Friday, July 29, 2011

In Rob Ford’s Toronto, less will be more

Christopher Hume, Opinion, The Toronto Star:

Suddenly it seems the future has arrived in Toronto. And for the first time in our history, perhaps, it doesn’t look better than the past. Indeed, it looks a whole lot worse.

All that remains for us is to carve up the remains of the city, now revealed to be a luxury we can’t afford. Turns out that the whole idea of Toronto the Livable City, the City That Works, was more than we could afford. We just didn’t know it until Rob Ford came along.

Why, in poor little old Hogtown, we can’t pay to remove the snow and keep the libraries open; it’s one or the other. All these years, we’ve been living a fantasy, actually daring to believe we could be an international city.

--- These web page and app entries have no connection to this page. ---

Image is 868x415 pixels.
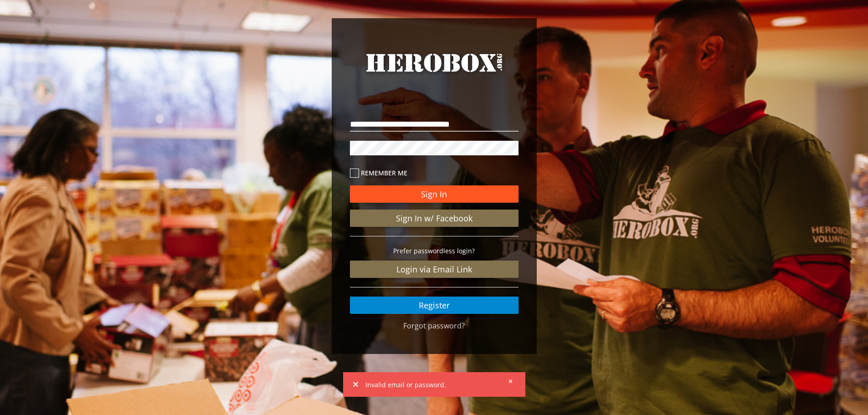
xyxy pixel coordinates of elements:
label: Remember me [350,168,518,178]
a: Sign In w/ Facebook [350,210,518,227]
span: Invalid email or password. [365,380,502,390]
a: HeroBox [350,50,518,92]
a: Login via Email Link [350,261,518,278]
p: Prefer passwordless login? [350,246,518,256]
a: Forgot password? [403,321,465,331]
button: Sign In [350,186,518,203]
a: Register [350,297,518,314]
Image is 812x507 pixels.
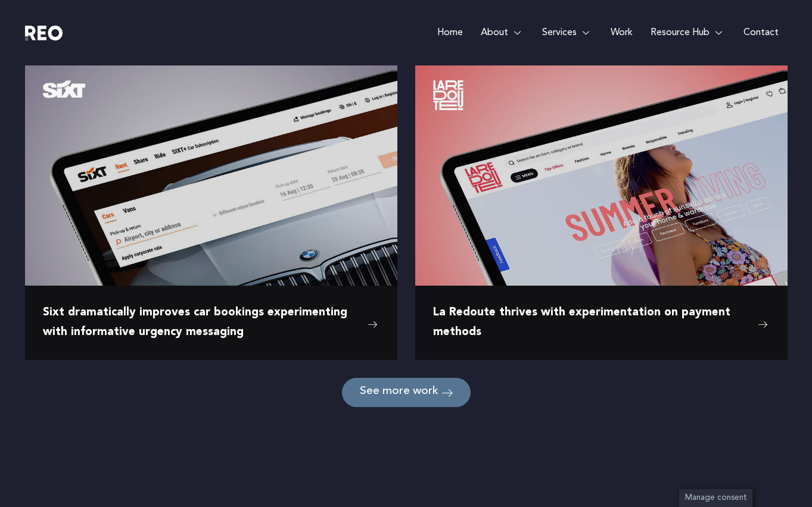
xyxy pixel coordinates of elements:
[342,378,471,407] a: See more work
[433,304,770,343] a: La Redoute thrives with experimentation on payment methods
[43,304,361,343] span: Sixt dramatically improves car bookings experimenting with informative urgency messaging
[433,304,752,343] span: La Redoute thrives with experimentation on payment methods
[685,494,746,502] span: Manage consent
[43,304,379,343] a: Sixt dramatically improves car bookings experimenting with informative urgency messaging
[360,387,438,398] span: See more work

And so the future has arrived; next year is this year. Thank you, Mr. Mayor, an anxious citizenry looks to you to lead the city out of this mess of its own making. Thank you, also, for reminding us that we must pay for what we have and that everything costs money.

As you said, “our city has spent more than it brings in.” Though some might take that as a cue taxes should go up, or that the country should rethink how public funds are distributed among the different levels of government, you have the foresight to decide — and even before the facts are in — that it’s better to cut than to grow.